Closed vasudeva8 closed 1 year ago

vasudeva8 commented 1 year ago

This pull request adds a number of sample programs to demonstrate the usage of HTSLib apis. https://docs.google.com/document/d/1d6EECYkezwZWW4zWpyqGNHK4LIrcai8anJAvNbtxiVo/edit# gives a documentation of the same.

jkbonfield commented 1 year ago

I still have specifics to go through with the demos, but I decided to take a more high level overview of things. I should have started with this before, sorry.

Basically we have a few categories of tools, and their closest matching samtools equivalent where possible:

So we have a lot of tools, but not too many themes. That's good as it permits a better narrative in a tutorial or sets of related worked examples. Some of the APIs though I think are in the wrong place.

Flagstat is a read-only tool, which is good for demonstrating decoding of the basic sequence API. This may mean read_bam is irrelevant. Or perhaps read_bam belongs in the same chapter / topic as the flagstat one. Flagstat is a perfect example of the basic hts_set_opt API with HTS_OPT_NTHREADS and CRAM_OPT_REQUIRED_FIELDS. It's not appropriate for the thread pool, as we only have one thing to do.

The read/write loops could may be considered as a file format conversion tool, so we can introduce filename handling and setting format based on suffixes.

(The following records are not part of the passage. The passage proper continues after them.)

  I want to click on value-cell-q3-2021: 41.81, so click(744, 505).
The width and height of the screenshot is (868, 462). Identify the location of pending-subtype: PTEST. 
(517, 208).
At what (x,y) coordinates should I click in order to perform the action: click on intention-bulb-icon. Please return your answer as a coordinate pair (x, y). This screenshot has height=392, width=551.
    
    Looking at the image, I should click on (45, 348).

All tools currently just use sam_open(..., "w") to write SAM, so we're missing useful functionality here. A read/write loop is the perfect place to bring in using a shared thread pool, instead of explicitly controlling a per-file-descriptor thread count.

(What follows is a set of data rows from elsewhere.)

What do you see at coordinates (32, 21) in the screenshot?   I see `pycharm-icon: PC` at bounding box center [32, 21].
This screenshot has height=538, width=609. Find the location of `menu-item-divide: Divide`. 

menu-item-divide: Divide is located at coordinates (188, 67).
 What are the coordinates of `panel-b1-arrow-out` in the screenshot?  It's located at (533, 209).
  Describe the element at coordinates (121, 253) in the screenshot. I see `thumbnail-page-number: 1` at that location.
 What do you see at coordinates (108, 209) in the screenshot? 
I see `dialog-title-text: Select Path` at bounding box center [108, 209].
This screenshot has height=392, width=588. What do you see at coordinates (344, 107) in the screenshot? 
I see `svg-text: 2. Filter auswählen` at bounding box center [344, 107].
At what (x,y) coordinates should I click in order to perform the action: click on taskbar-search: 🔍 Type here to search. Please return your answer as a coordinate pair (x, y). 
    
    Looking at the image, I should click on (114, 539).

Pileup is its own thing, and definitely needs its own tutorial section. I'm happy with pileup vs mpileup, but the constructor/destructor interface is an extra complexity that has no purpose in the examples. We probably need something more advanced, such as optimising away an overhead from being computed per-column to per-read. There are choices there too - caching numerics in pileup1_t->cd.i vs caching complex things needing memory allocation, which is where the constructor/destructor come in. I'd need to think of a concise example, but test/pileup_mod.c is one such use where bam_parse_basemod is called during the constructor.

The index querying can come in at any point I guess, as it applies equallty to both a read-only scenario and a read-write scenario. I'm not sure which topic is the best one to add it to, but it's OK in the read/write code.

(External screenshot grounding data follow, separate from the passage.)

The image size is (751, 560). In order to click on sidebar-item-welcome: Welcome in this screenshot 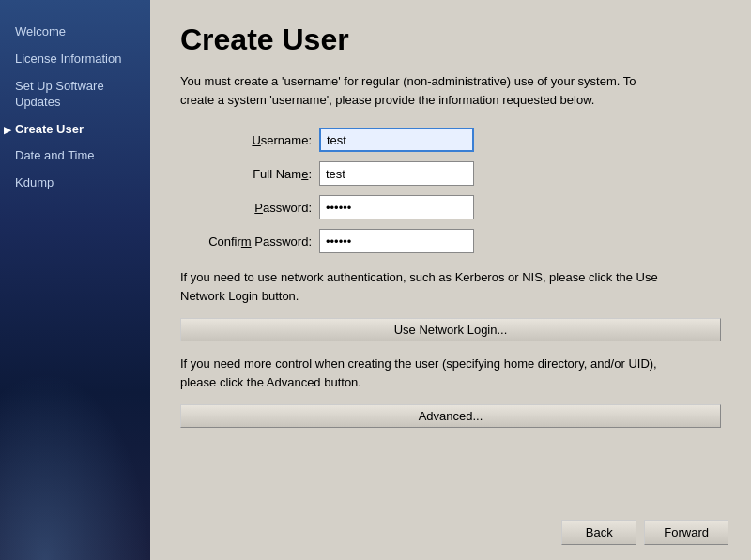, I will do `click(75, 32)`.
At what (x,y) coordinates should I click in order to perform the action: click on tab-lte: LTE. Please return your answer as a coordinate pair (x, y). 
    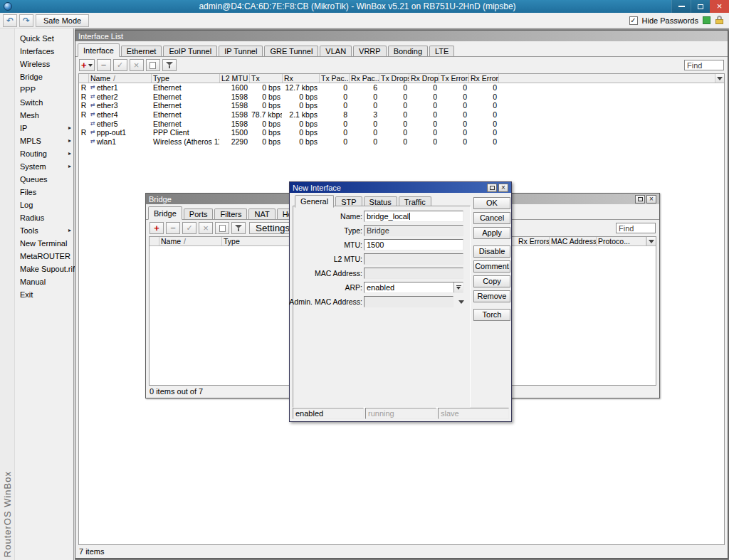
    Looking at the image, I should click on (441, 51).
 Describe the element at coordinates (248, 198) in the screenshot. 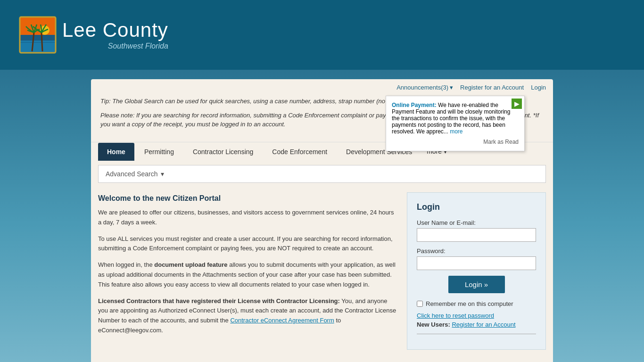

I see `welcome-title: Welcome to the new Citizen Portal` at that location.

The header API feels a bit disjoint, as well as split.c which I can't follow the intention of. Maybe these two can be merged into the same overall topic. Eg split by read-group requires processing of the header, and maybe we'd want to show how we can add new PG entries or remove other RG lines when splitting. Again this is a perfect example of where the thread pool can be useful as we're writing out several files at once.

Aux tag manipulation could do with extending. Right now it's just regurgitating the aux tag data, which isn't so helpful (and also not the ideal way to do it). Maybe we need something to summarise tag utilisation (tagstats), or to add a new tag computed from the read data. Eg adding a cg:f tag to report the CG %age for each read. Maybe also for fun gather statistics on CG content vs MQUAL. Infact the latter half of that could be a read-BAM-only while the former is a read-write loop, so perhaps it's better than the flagstat and view alternatives? Thoughts?